Turkey: Entrenchment of low rates spells trouble for the lira
Tellimer Research
14 April 2022
Published byTellimer Research

The Turkish central bank (CBRT) held its one-week repo rate at 14% today, in line with the expectations of all 17 analysts surveyed by Bloomberg. The decision further entrenches the CBRT’s misguided view that rate hikes are not necessary to tame inflation, which rose from 54% to 61% yoy in March (and from 4.8% to 5.5% mom). This pushed the real policy rate to -47%, by far the lowest in our sample of 66 emerging and frontier markets (the next lowest is Sri Lanka, at -11%, and the median is -2.6%).

Real policy rate

The statement continues to blame inflation on commodity prices and “temporary effects of pricing formations that are not supported by economic fundamentals,” and expects the disinflation process to start soon on the back of previous 'lira-isation' measures and base effects. However, with core inflation running at 48% yoy and 4.4% mom in March, and base effects not likely to exert a large impact until later in the year, upward pressures are broad-based and show no signs of moderating.
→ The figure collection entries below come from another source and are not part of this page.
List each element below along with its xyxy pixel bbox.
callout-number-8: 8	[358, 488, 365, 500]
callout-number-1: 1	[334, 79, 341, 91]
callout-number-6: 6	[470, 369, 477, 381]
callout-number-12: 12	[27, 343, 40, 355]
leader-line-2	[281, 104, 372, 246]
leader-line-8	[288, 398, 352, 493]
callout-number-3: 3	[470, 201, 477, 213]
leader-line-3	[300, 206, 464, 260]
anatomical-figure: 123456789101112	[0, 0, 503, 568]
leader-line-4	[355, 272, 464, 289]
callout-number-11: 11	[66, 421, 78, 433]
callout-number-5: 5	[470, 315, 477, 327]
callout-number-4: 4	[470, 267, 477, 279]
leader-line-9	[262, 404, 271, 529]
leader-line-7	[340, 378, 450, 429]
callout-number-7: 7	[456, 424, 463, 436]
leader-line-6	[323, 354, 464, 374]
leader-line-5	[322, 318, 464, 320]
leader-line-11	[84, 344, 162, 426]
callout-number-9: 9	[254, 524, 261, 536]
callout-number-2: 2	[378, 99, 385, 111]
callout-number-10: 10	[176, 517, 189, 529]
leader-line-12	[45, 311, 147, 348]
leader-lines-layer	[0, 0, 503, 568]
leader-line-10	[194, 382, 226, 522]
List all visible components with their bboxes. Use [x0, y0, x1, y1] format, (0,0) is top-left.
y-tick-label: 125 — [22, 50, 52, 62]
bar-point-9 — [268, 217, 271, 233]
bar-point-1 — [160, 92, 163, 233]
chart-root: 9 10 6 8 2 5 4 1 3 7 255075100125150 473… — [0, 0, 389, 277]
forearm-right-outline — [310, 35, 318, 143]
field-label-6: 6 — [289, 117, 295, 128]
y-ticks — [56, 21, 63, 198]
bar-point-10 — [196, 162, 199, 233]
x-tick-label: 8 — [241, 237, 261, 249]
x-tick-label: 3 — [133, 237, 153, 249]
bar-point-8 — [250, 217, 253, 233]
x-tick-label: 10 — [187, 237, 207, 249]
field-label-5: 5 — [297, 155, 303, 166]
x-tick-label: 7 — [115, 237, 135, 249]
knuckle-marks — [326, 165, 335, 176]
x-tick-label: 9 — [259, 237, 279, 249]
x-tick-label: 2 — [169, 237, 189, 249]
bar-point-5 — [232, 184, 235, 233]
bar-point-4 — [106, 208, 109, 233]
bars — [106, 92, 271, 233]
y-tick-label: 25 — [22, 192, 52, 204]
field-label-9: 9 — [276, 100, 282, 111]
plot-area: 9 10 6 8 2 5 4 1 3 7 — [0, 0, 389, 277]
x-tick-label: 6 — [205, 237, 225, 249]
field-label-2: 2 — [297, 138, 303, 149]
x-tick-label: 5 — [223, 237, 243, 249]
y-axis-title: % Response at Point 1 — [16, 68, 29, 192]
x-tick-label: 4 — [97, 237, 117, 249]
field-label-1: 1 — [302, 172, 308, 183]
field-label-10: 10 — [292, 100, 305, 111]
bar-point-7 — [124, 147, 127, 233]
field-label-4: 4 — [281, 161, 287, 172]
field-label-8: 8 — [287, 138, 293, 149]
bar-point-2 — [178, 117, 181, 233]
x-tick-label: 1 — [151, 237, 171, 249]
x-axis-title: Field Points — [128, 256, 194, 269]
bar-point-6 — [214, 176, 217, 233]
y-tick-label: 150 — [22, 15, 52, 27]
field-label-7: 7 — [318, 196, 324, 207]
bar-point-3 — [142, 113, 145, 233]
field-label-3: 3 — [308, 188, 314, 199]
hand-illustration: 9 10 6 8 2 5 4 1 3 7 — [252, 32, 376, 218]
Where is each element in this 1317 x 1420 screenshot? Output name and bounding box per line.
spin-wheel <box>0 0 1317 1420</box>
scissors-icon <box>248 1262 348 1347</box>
Despite the eye-watering rise in inflation, President Erdogan (and, by extension, the key policymakers at the Treasury and CBRT) is seemingly only becoming further entrenched in his resistance to rate hikes. Indeed, Finance Minister Nebati has been a vocal proponent of the current policy stance, saying recently that, while inflation above 60% is “a problem”, it is expected to fall to “reasonable levels” by year-end and that Turkey has been “released from the grip of interest rates".

This contrasts with the CBRT’s latest survey of market participants, which shows expected inflation of 46% by year-end and 28% a year from now (largely on base effects). Against this backdrop, rate hikes are urgently needed to tame inflation, prevent a more permanent anchoring of expectations in the double digits, and keep the lira from depreciating further (it is down 9% ytd, the seventh-worst among currencies tracked by Bloomberg).

Instead, the CBRT has continued to focus on its lira-isation strategy and other alternative measures to support the lira, including raising the threshold for conversion of export proceeds into liras from 25% to 40%, extending corporate tax breaks for companies that convert their FX to liras, and at least US$3bn of FX sales by state banks so far this month (adding to US$20bn of CBRT intervention in December, according to Goldman Sachs).

The question now is, what would it take for the CBRT to reverse its flawed policy stance and hike rates? Based on its sanguine inflation forecasts, it is likely that only a bona fide lira crisis would prompt it to reverse course. However, the key pain point is anyone’s guess (the lira has depreciated at an annualised rate of 35% so far this year, potentially enough to prompt a shift if sustained, but not necessarily).

Further, sustained depreciation of this magnitude could force the CBRT to make good on its promise to offset FX losses on the growing pile of FX-protected lira deposits (which have reached TRY695bn, or US$48bn), which could trigger a vicious cycle of inflation and currency depreciation as the CBRT is forced to print money and/or the Treasury is forced to expand its deficit to meet its promises.  

Without a significant re-thinking of the CBRT’s policy framework, inflation will remain painfully high and the lira under threat. Unfortunately, there are as yet no signs that this desperately needed shift is underway, and it is likely that another currency crisis will be necessary to trigger it. Against this backdrop, we retain our Sell recommendation on TRY and local government debt.